A third-party presidential candidate trying to capitalize on widespread discontent in Nigeria said he’ll scrap multibillion-dollar fuel subsidies and restructure debt to free up funds to tackle insecurity and boost investment if he wins the election next year.
Peter Obi — a former state governor and banker — has emerged as the politician with the best chance of upending the two-party status quo that has ruled Africa’s most-populous country for more than 20 years.
His bid to replace President Muhammadu Buhari has swiftly gained a following that hopes to grow its momentum in the run-up to the vote in February.
“I am in it to bring the change that Nigeria has been missing all these years,” Obi said in an interview with Bloomberg in the capital, Abuja.
His rivals are Bola Tinubu of the ruling All Progressives Congress and Atiku Abubakar of the main opposition Peoples Democratic Party, whose political organizations have provided every head of state since 1999 and dominate both legislative chambers.
Obi faces an uphill battle against stalwarts of parties that know how to turn out voters — he is running on the ticket of the Labour Party, which had a single lawmaker elected in the last election and has a much smaller presence throughout the vast West African country.
Despite these major organizational challenges, Obi has built up an enthusiastic base known as “Obidents” — initially active online, but increasingly marching in the streets — and his appeal appears to be spreading.
A clear majority of respondents named him as their preferred choice in an opinion poll conducted for Bloomberg News by Premise Data Corp., whose results were released on Sept. 28 when the official campaign kicked off.
Nigerians are contending with accelerating inflation, rising unemployment, a depreciating currency and pervasive insecurity.
Production of the economy’s historic mainstay — crude oil — has collapsed to multi-decade lows, while the government’s debt service bill is currently outpacing the revenue it’s earning.
Total public debt has more than tripled to 42.8 trillion naira ($98 billion) since Buhari took office in 2015.
“We cannot continue this level of fiscal recklessness,” Obi said, adding that he would cut gasoline subsidies that give Nigerians some of the world’s cheapest pump prices. That intervention is consistently depriving the state of more than $1 billion per month and, if not phased out, could cost the government a sum greater than its entire income next year.
“We are going to remove it,” he said, arguing that corruption accounts for half of the subsidy bill.
Buhari’s administration delayed its previously announced plans to shelve the subsidies until after the election, leaving his successor the politically thorny choice of whether to expose struggling consumers to considerably higher prices to spare much-needed funds for other investments.
If he wins, Obi said he will try to restructure Nigeria’s debt “to a manageable level” because the current burden “doesn’t give us breathing space to invest in critical areas.” Instead of “borrowing for consumption” and to finance the cost of government, new lending would fund spending on education, health and security, he said.
Violent groups have expanded their reach across Nigeria in the past seven years, leaving larger swathes of the country living in fear of attacks and kidnappings. Stemming that insecurity will be his “number one priority,” Obi said, adding he will decentralize the police and invest in more personnel.
The stakes could not be higher, according to Obi. Because the government no longer controls its territory or the economy, Nigeria meets the “two main critical measures of a failing state,” he said. “It is a crisis situation but it’s solvable.”
A wealthy businessman who chaired local lender Fidelity Bank Plc before serving two terms as the governor of the southeastern Anambra state from 2006, Obi ran as Abubakar’s vice president in an unsuccessful campaign three years ago. He also contested the PDP nomination this year before withdrawing from the primaries. A 61-year-old in a country where 70% of the population is under 30, he is younger than his two main septuagenarian opponents.
The Labour Party candidate also attracted controversy last year when a Nigerian online newspaper reported, based on the Pandora Papers leak, on offshore companies he controlled while serving as governor and said he had breached local asset-declaration rules. Obi has repeatedly denied that his arrangements broke any laws.
Obi says he’s ready to face up to the hopes and frustrations that have been placed on his perhaps improbable shoulders. “I want the whole country to hold me responsible,” he said. “We are not going to change it overnight but we must start doing the right things. I am not going to do magic.”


-- Exercise instructions --
Find the lines of the material below that include the string "direction", then copy each one.

-- Exercise material --
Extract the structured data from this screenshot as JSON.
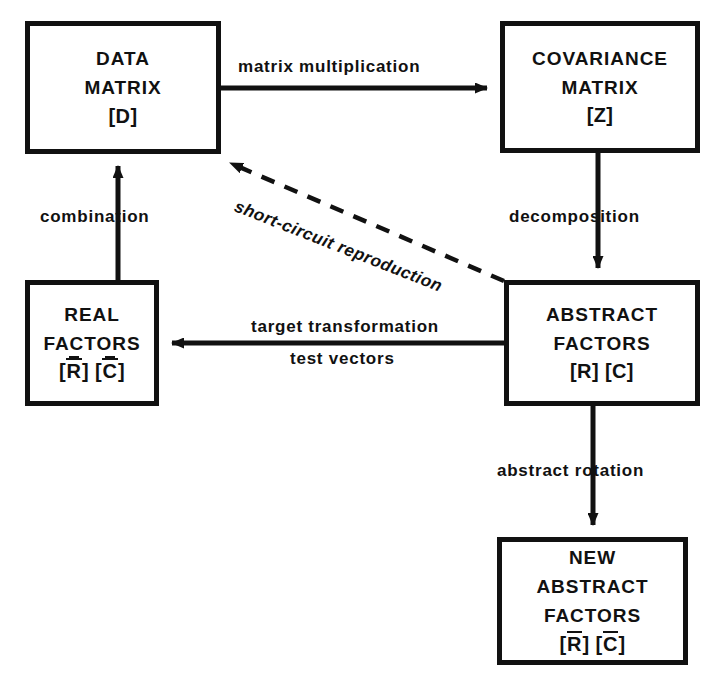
{
  "diagram": {
    "background_color": "#ffffff",
    "line_color": "#111111",
    "nodes": [
      {
        "id": "data-matrix",
        "lines": [
          "DATA",
          "MATRIX"
        ],
        "symbol": "[D]",
        "line1": "DATA",
        "line2": "MATRIX"
      },
      {
        "id": "covariance-matrix",
        "lines": [
          "COVARIANCE",
          "MATRIX"
        ],
        "symbol": "[Z]",
        "line1": "COVARIANCE",
        "line2": "MATRIX"
      },
      {
        "id": "real-factors",
        "lines": [
          "REAL",
          "FACTORS"
        ],
        "symbol": "[R̿] [C̿]",
        "line1": "REAL",
        "line2": "FACTORS",
        "sym_open1": "[",
        "sym_r": "R",
        "sym_close1": "]",
        "sym_open2": "[",
        "sym_c": "C",
        "sym_close2": "]"
      },
      {
        "id": "abstract-factors",
        "lines": [
          "ABSTRACT",
          "FACTORS"
        ],
        "symbol": "[R] [C]",
        "line1": "ABSTRACT",
        "line2": "FACTORS"
      },
      {
        "id": "new-abstract-factors",
        "lines": [
          "NEW",
          "ABSTRACT",
          "FACTORS"
        ],
        "symbol": "[R̄] [C̄]",
        "line1": "NEW",
        "line2": "ABSTRACT",
        "line3": "FACTORS",
        "sym_open1": "[",
        "sym_r": "R",
        "sym_close1": "]",
        "sym_open2": "[",
        "sym_c": "C",
        "sym_close2": "]"
      }
    ],
    "edges": [
      {
        "id": "matrix-multiplication",
        "label": "matrix multiplication",
        "from": "data-matrix",
        "to": "covariance-matrix",
        "style": "solid",
        "direction": "right"
      },
      {
        "id": "decomposition",
        "label": "decomposition",
        "from": "covariance-matrix",
        "to": "abstract-factors",
        "style": "solid",
        "direction": "down"
      },
      {
        "id": "target-transformation",
        "label": "target transformation",
        "label2": "test vectors",
        "from": "abstract-factors",
        "to": "real-factors",
        "style": "solid",
        "direction": "left"
      },
      {
        "id": "combination",
        "label": "combination",
        "from": "real-factors",
        "to": "data-matrix",
        "style": "solid",
        "direction": "up"
      },
      {
        "id": "abstract-rotation",
        "label": "abstract rotation",
        "from": "abstract-factors",
        "to": "new-abstract-factors",
        "style": "solid",
        "direction": "down"
      },
      {
        "id": "short-circuit-reproduction",
        "label": "short-circuit reproduction",
        "from": "abstract-factors",
        "to": "data-matrix",
        "style": "dashed",
        "direction": "up-left"
      }
    ]
  }
}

-- Answer box --
        "direction": "right"
        "direction": "down"
        "direction": "left"
        "direction": "up"
        "direction": "down"
        "direction": "up-left"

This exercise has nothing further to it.